Extracted records.
★ ★ ★ ★ ★

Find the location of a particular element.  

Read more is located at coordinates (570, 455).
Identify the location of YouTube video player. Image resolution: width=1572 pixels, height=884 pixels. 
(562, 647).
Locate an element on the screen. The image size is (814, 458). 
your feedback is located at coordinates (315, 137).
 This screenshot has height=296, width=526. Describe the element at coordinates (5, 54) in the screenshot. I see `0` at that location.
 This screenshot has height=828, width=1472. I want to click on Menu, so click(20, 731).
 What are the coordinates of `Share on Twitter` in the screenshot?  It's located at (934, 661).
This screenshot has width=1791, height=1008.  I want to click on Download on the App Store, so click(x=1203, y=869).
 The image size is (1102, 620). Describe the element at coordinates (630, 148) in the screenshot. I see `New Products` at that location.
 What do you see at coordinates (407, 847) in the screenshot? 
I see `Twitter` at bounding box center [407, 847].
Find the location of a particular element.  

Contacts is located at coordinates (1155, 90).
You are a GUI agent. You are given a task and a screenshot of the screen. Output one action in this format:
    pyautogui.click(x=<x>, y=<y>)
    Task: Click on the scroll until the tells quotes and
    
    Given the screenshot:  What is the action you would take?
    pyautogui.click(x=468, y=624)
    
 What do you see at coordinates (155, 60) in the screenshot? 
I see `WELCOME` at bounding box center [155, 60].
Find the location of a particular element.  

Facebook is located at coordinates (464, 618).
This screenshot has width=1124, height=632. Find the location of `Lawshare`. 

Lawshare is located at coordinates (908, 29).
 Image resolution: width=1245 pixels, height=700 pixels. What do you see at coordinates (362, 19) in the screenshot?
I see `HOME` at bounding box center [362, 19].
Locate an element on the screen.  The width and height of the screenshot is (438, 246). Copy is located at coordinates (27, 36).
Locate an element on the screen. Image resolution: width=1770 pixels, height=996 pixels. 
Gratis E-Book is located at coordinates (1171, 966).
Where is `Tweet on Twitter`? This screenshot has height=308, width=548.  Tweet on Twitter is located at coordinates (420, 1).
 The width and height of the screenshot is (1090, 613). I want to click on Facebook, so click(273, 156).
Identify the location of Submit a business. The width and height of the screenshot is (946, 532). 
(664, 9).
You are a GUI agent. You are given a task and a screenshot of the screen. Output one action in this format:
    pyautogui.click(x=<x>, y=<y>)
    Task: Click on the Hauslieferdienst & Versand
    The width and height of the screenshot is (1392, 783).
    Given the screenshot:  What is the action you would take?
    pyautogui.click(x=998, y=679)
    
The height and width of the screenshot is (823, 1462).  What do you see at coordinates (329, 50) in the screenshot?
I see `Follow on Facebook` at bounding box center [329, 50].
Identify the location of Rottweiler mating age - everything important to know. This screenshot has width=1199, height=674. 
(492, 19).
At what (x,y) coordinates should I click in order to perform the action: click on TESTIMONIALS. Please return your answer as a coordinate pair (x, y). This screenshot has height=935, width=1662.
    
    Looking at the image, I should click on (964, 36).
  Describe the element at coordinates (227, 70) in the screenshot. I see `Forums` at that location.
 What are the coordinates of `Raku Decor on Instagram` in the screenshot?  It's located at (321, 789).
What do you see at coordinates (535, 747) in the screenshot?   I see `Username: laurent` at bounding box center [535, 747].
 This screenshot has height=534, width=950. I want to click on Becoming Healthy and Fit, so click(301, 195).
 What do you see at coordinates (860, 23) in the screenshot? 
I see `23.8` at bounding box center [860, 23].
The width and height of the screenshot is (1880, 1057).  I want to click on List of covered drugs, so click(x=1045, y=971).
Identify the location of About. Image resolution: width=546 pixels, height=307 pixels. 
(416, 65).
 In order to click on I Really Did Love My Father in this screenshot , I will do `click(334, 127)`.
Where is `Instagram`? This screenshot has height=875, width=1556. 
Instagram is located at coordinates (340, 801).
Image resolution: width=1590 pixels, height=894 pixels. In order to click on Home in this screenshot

★ ★ ★ ★ ★

Task description. What is needed is an exact copy of all the entries.

Response below.
Find the location of a particular element.  

Read more is located at coordinates (570, 455).
Identify the location of YouTube video player. Image resolution: width=1572 pixels, height=884 pixels. 
(562, 647).
Locate an element on the screen. The image size is (814, 458). 
your feedback is located at coordinates (315, 137).
 This screenshot has height=296, width=526. Describe the element at coordinates (5, 54) in the screenshot. I see `0` at that location.
 This screenshot has height=828, width=1472. I want to click on Menu, so click(20, 731).
 What are the coordinates of `Share on Twitter` in the screenshot?  It's located at (934, 661).
This screenshot has width=1791, height=1008.  I want to click on Download on the App Store, so click(x=1203, y=869).
 The image size is (1102, 620). Describe the element at coordinates (630, 148) in the screenshot. I see `New Products` at that location.
 What do you see at coordinates (407, 847) in the screenshot? 
I see `Twitter` at bounding box center [407, 847].
Find the location of a particular element.  

Contacts is located at coordinates (1155, 90).
You are a GUI agent. You are given a task and a screenshot of the screen. Output one action in this format:
    pyautogui.click(x=<x>, y=<y>)
    Task: Click on the scroll until the tells quotes and
    
    Given the screenshot:  What is the action you would take?
    pyautogui.click(x=468, y=624)
    
 What do you see at coordinates (155, 60) in the screenshot? 
I see `WELCOME` at bounding box center [155, 60].
Find the location of a particular element.  

Facebook is located at coordinates (464, 618).
This screenshot has width=1124, height=632. Find the location of `Lawshare`. 

Lawshare is located at coordinates (908, 29).
 Image resolution: width=1245 pixels, height=700 pixels. What do you see at coordinates (362, 19) in the screenshot?
I see `HOME` at bounding box center [362, 19].
Locate an element on the screen.  The width and height of the screenshot is (438, 246). Copy is located at coordinates (27, 36).
Locate an element on the screen. Image resolution: width=1770 pixels, height=996 pixels. 
Gratis E-Book is located at coordinates (1171, 966).
Where is `Tweet on Twitter`? This screenshot has height=308, width=548.  Tweet on Twitter is located at coordinates (420, 1).
 The width and height of the screenshot is (1090, 613). I want to click on Facebook, so click(273, 156).
Identify the location of Submit a business. The width and height of the screenshot is (946, 532). 
(664, 9).
You are a GUI agent. You are given a task and a screenshot of the screen. Output one action in this format:
    pyautogui.click(x=<x>, y=<y>)
    Task: Click on the Hauslieferdienst & Versand
    The width and height of the screenshot is (1392, 783).
    Given the screenshot:  What is the action you would take?
    pyautogui.click(x=998, y=679)
    
The height and width of the screenshot is (823, 1462).  What do you see at coordinates (329, 50) in the screenshot?
I see `Follow on Facebook` at bounding box center [329, 50].
Identify the location of Rottweiler mating age - everything important to know. This screenshot has width=1199, height=674. 
(492, 19).
At what (x,y) coordinates should I click in order to perform the action: click on TESTIMONIALS. Please return your answer as a coordinate pair (x, y). This screenshot has height=935, width=1662.
    
    Looking at the image, I should click on (964, 36).
  Describe the element at coordinates (227, 70) in the screenshot. I see `Forums` at that location.
 What are the coordinates of `Raku Decor on Instagram` in the screenshot?  It's located at (321, 789).
What do you see at coordinates (535, 747) in the screenshot?   I see `Username: laurent` at bounding box center [535, 747].
 This screenshot has height=534, width=950. I want to click on Becoming Healthy and Fit, so click(301, 195).
 What do you see at coordinates (860, 23) in the screenshot? 
I see `23.8` at bounding box center [860, 23].
The width and height of the screenshot is (1880, 1057).  I want to click on List of covered drugs, so click(x=1045, y=971).
Identify the location of About. Image resolution: width=546 pixels, height=307 pixels. 
(416, 65).
 In order to click on I Really Did Love My Father in this screenshot , I will do `click(334, 127)`.
Where is `Instagram`? This screenshot has height=875, width=1556. 
Instagram is located at coordinates (340, 801).
Image resolution: width=1590 pixels, height=894 pixels. In order to click on Home in this screenshot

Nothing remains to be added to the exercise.